This year’s best movies were heavy on stories of the immured (Parasite) and the entrenched (1917). In 2019, even Captain America said, to hell with this, I’m heading for the past.
In Jordan Peele’s eerie parable Us, America isn’t just rich and poor, but the Influencers and the Influenced. His story of the hordes in their government-funded version of Plato’s allegorical cave isn’t easily picked apart. Yet it does merit space next to the business of the grateful, kowtowing subterranean lodger in Bong Joon-ho’s uproarious Parasitea movie composed with a perfection that rivals Hitchcock. Bong’s film takes place in such a complete Yankee colony that there is little to be changed if they must to do an American remake. (Shoot it in Houston, where grotesque wealth and flood-plain hovels sit side by side).
Captive State demonstrates what a real occupation and a real resistance looks like, with alien overlords dwelling in their own cellars (they rule us from underground because they can’t bear our stench). The Great Hack was another type of horror storyone of rats in the walls. It’s a terrifying documentary about the kind of social media manipulation that topples governments.
An escape from the present, Once Upon a Time… in Hollywood is not like the other films on this list. It is not just edgeless nostalgia, a fantasy of wide open spaces, but an irreplaceable vision of LA as a mecca that distingerates under people’s feeta “slide area,” to borrow writer Gavin Lambert’s phrase. It’s the glittery version of that other, towering 2019 epic: Martin Scorsese’s masterful vision of the blandness and crookedness of mid-century America, The Irishman.
HBO’s The Watchmen, which would have been on this Top 10 list if it were a movie, also effectively imparted the feeling walls closing inthe bunker-dwelling Looking Glass (Tim Blake Nelson) is similar to the entombed prisoner of Gotham, Arthur Fleck in Joker. The Watchmen also parallels The Irishman in the way it sums up a decades’ worth of defective history, ignoring what ought to have been taught.
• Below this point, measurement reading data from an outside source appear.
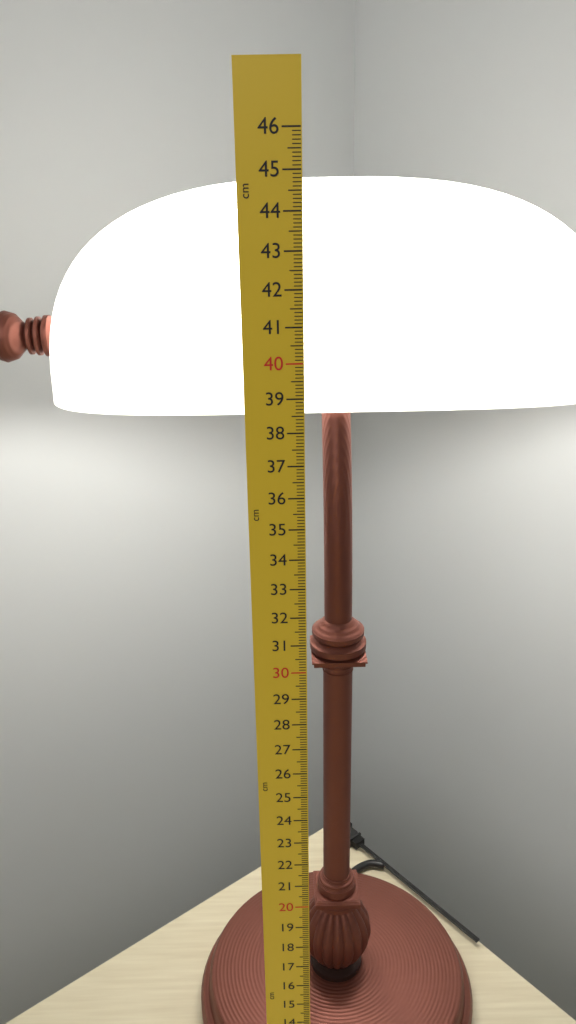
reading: 44.6 cm
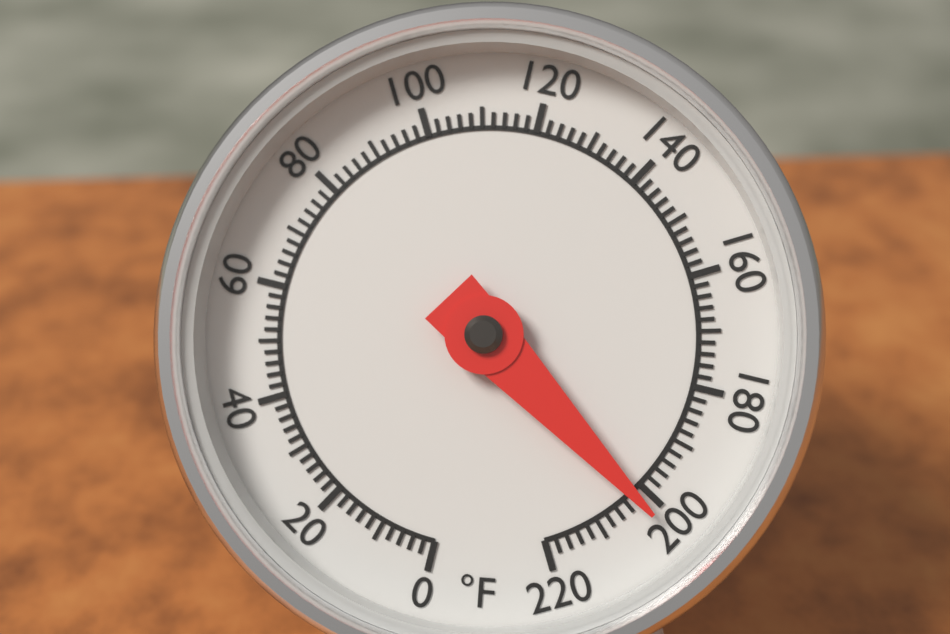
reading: 202 °F
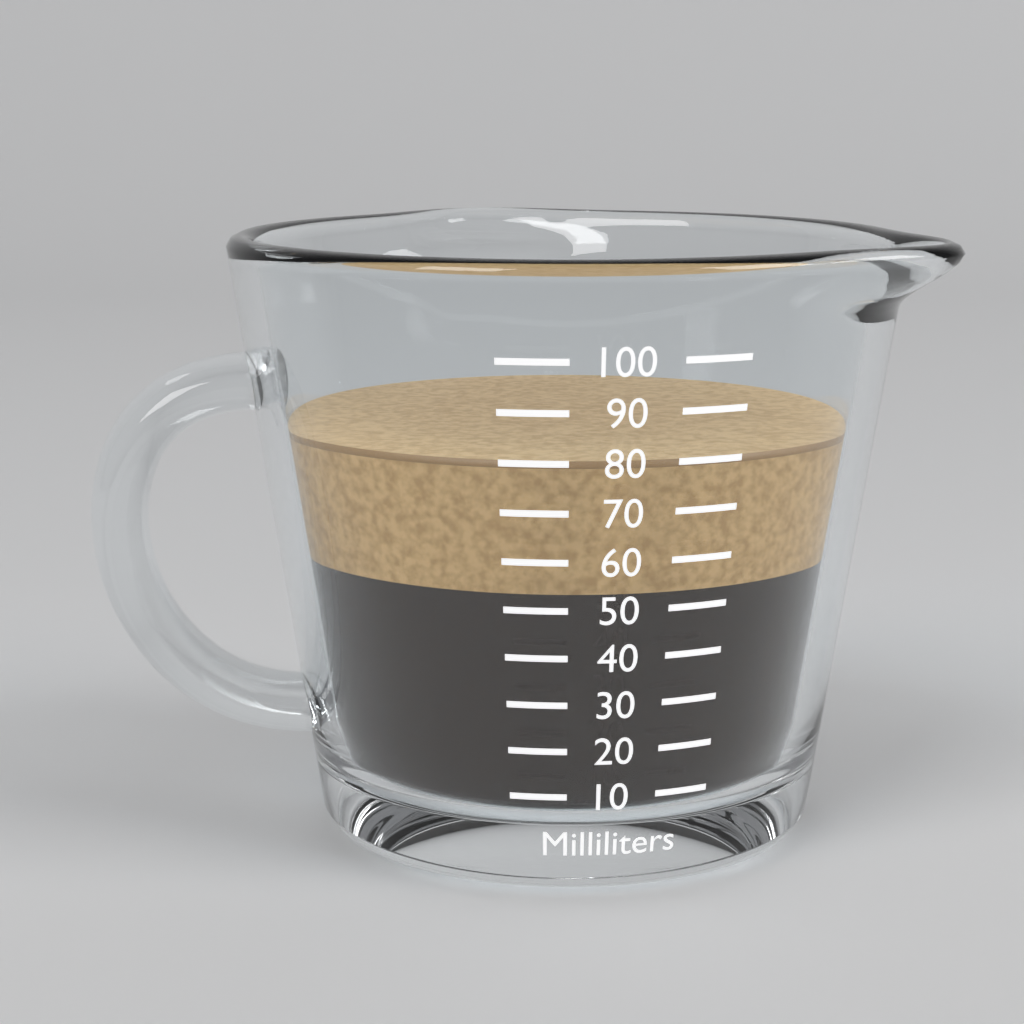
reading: 80 ml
Jojo Rabbit took its own liberties with history, presenting moviegoers with an alternate version of Anne Frank. Maybe it’s a measure of the shocks we’re enduring that the funniest movie of the year had the gallows in it. One feels a little cheap awarding Waitit’s robust film precedence over Terence Malick’s ode to ultimate Nazi resistance, A Hidden Life. The latter is one the most beautiful advertisements for martyrdom ever made. Malick’s images of the peace and beauty of farming in the Alpine foothills left nothing to be desired. As an interminable vision of moral stalwartness it recalled the Mark Twain quote: “Few things are harder to put up with than the annoyance of a good example.”
By contrast, Robert Eggers’ glorious black and white The Lighthouse is lighter, in a dark horrible way. It’s based on the lovely old Down East joke with the punchline, “Oh, don’t dress up. There’s only going to be the two of us.” Here a sordid and flatulent old lighthouse keeper (Willem DaFoe) and the young pup (Robert Pattison) are trapped in their own phallic prison. Made by one of the last directors who really seems to read, it was one diabolical mindbender, teasing the opposition that attracts. Whether we like it or not, in the lighthouse America, the real battle isn’t between us and themit is simply between us.
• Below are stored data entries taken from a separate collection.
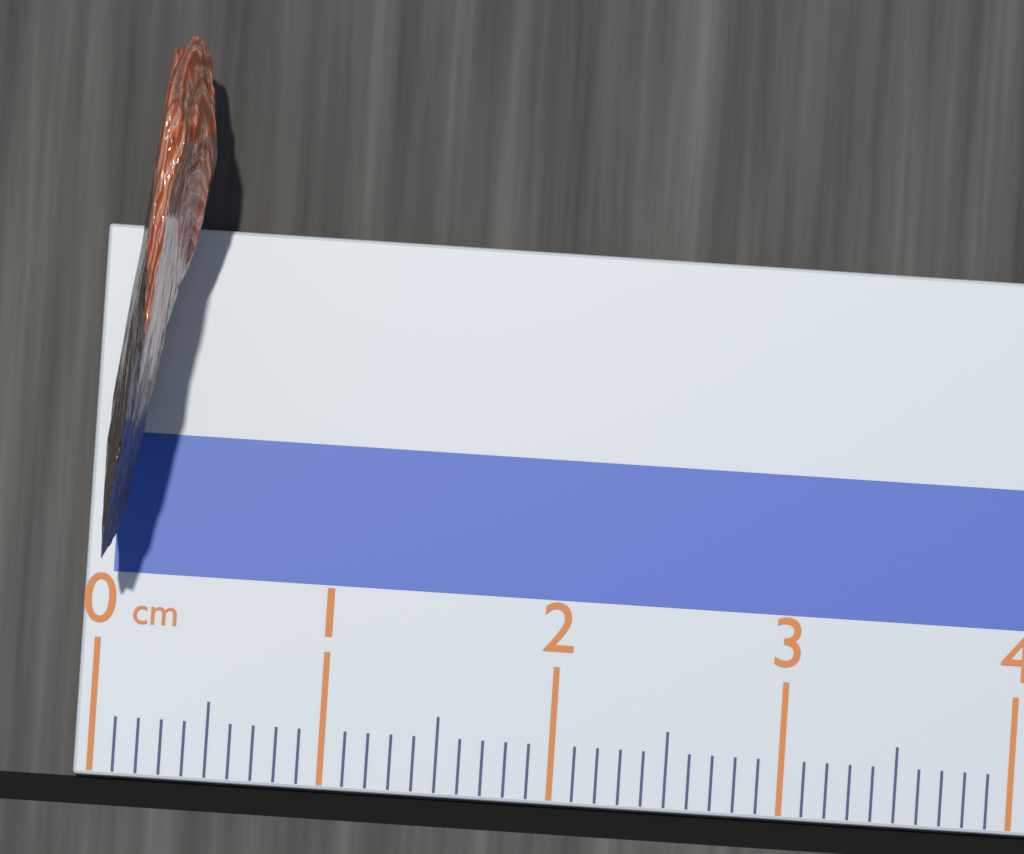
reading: 0.4 cm
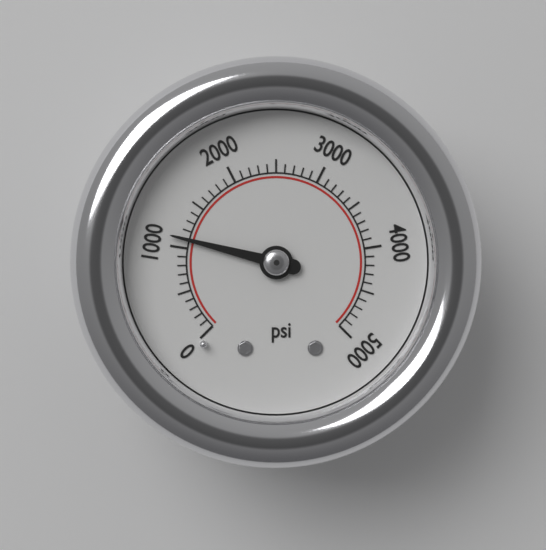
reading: 1100 psi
Rounding out this list of the year’s 10 best films is a runner-up, Midsommar. It’s annoying that people thought the Suspiria remake, which I loved, was so artsy when this celebrated melding of Matthew Barney and Herschell Gordon Lewis was really all about its look, its processionals and spiral dances. Ari Aster’s genius is in the arrangement of gorgeous corpse-tableaus. This could be the popular new art style of the coming century, and one can imagine the New York Times Magazine pictorials already. Still, all props to the acuteness of Florence Pugh in her ability to sound out the depths of despair.
Little Women, Godard’s The Image Book and The Kingmaker are all noteworthy.